Tuesday, February 23, 2010

Iron Man and Transistors

Every comic book featuring Iron Man from the early 1960s has constant references to transistors. Unless you grew up in the 60s, this will go over your head so I thought I would go into a little detail.

During the first half of the 20th century, electronics used vacuum tubes. These had a few wires inside a glass tube which kept the air out. Air acts as an insulator so they had to have a vacuum. These were big. The smallest ones were as big as a tube of lipstick. The big ones were as big as a light bulb. They took minutes to warm up before they started to work. They were heavy. They needed a lot of power. There was no such thing as a portable radio back then. The best you could get was a car radio which ran off of the car battery (and could run it down if the motor wasn't running).

The transistor changed that. It was tiny, durable, and only used a fraction of the power. Suddenly portable, battery-powered radios and even TVs were possible. Of course, the radios were still the size of a paperback book, AM-only, and they only came with an earphone for one ear but you could carry one around with you for the first time.

So, transistors were a "big" thing.

Now, Stan Lee didn't really understand what a transistor was. He just knew that they were responsible for miniaturization. He figured that you could attach a transistor to a magnet and boost its power. And he was really confused about the relationship between transistors and batteries so Iron Man was constantly "charging his transistors" instead of his batteries.

No one talks about transistors, these days. They were replaced with integrated circuit chips which hold the equivalent of many transistors. If you are carrying a smart phone then you are carrying millions of transistors around with you. That's why the Iron Man movie changed the focus from his transistors to his power source.

3 comments:

micro m2 card said...

Action scenes in comic-book films? Overrated. That's the lesson of Iron Man, which goes light on CGI fireworks but heavy enough on its most electrifying element Robert Downey Jr. to compensate.

Anonymous said...

You sir, made my day! Thank you for this post. I was having trouble understanding and translating this thing Ironman was saying about transistors all the time!

Rowerowe Fightthepower said...

Excellent post! Mind if I link to it for my Iron Man reviews blog? I'm going through those early "Tales of Suspense" issues and constantly having to explain why Stan Lee clearly has no idea what a transistor is.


EXERCISE OBJECTIVE: The answer should be one number only, namely how many lines of the records hold the word "caption".

THE DATA:

* * * * * * * * *

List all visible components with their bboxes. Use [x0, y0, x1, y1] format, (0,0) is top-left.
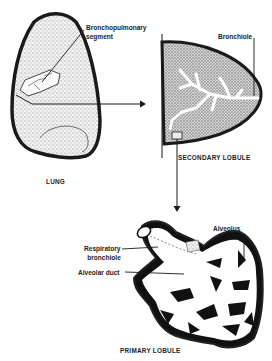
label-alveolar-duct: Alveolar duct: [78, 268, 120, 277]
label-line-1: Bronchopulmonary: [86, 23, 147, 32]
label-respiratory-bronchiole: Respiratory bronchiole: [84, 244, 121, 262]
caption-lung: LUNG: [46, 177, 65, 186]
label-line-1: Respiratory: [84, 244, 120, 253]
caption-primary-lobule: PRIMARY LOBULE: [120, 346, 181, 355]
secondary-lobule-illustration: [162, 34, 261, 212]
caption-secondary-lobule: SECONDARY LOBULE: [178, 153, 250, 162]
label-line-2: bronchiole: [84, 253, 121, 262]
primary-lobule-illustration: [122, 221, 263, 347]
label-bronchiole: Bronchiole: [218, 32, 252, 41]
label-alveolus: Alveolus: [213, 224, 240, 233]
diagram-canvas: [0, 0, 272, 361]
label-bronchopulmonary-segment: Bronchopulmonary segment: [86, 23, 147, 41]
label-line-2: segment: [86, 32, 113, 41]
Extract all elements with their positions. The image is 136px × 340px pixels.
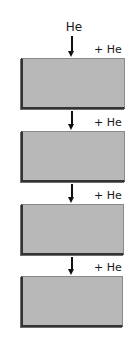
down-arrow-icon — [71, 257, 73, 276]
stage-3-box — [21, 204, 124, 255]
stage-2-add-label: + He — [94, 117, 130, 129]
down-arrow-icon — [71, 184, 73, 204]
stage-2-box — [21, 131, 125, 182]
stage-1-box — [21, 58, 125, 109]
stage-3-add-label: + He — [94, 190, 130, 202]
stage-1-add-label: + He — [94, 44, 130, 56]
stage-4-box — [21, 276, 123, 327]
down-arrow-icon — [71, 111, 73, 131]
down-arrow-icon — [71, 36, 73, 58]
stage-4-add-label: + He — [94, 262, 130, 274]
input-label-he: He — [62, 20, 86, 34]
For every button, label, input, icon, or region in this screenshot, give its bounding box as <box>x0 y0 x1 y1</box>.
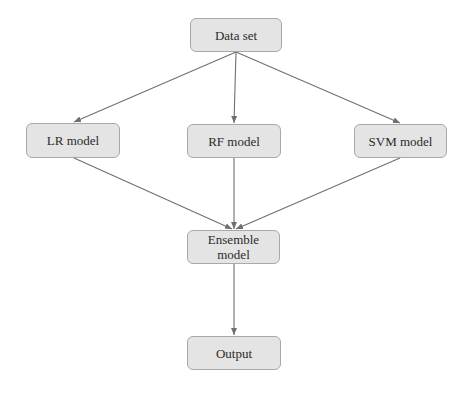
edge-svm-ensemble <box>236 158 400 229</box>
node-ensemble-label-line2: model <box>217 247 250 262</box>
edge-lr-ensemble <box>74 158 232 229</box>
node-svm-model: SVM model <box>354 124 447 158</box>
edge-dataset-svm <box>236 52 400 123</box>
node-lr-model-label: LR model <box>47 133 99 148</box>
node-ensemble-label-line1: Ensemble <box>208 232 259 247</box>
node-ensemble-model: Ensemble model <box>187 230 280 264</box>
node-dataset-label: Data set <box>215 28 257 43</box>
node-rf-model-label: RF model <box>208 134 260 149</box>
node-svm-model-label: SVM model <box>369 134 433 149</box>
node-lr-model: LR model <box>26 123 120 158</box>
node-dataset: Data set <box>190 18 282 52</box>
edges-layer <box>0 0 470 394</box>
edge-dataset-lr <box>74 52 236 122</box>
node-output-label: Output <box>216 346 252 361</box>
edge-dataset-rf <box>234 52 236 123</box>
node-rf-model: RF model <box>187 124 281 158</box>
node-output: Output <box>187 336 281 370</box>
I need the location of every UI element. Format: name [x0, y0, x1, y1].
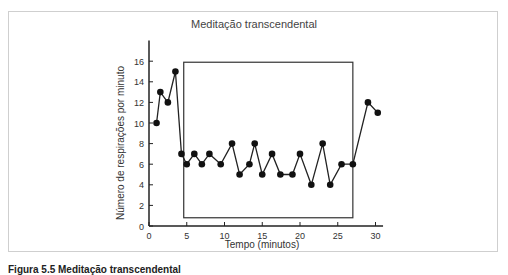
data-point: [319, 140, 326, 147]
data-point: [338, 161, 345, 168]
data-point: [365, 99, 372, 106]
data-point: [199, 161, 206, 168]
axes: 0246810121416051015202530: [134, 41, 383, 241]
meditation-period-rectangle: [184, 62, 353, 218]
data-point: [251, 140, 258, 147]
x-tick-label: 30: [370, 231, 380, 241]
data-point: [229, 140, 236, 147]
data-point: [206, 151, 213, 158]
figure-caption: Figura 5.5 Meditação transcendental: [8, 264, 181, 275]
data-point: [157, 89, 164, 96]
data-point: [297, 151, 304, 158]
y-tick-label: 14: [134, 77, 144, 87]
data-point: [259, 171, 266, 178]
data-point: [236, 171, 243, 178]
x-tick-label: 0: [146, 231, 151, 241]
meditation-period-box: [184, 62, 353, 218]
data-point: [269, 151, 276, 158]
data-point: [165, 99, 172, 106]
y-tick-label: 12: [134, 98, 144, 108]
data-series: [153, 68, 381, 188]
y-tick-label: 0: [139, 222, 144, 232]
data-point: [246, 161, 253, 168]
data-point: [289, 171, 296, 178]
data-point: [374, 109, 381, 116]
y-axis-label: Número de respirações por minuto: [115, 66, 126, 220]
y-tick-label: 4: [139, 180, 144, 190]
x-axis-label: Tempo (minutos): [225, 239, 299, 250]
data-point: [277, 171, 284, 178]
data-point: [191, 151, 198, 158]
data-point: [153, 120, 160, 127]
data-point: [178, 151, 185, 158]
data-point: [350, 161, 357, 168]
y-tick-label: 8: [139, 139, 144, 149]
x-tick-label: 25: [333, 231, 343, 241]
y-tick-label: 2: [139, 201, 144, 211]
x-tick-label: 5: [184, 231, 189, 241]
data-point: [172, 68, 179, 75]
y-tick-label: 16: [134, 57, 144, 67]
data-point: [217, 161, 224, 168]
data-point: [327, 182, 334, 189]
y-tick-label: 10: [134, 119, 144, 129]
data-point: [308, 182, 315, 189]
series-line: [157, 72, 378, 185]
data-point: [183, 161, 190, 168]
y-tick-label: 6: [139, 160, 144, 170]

* * * * * * * * *

EXERCISE SOLUTION: 4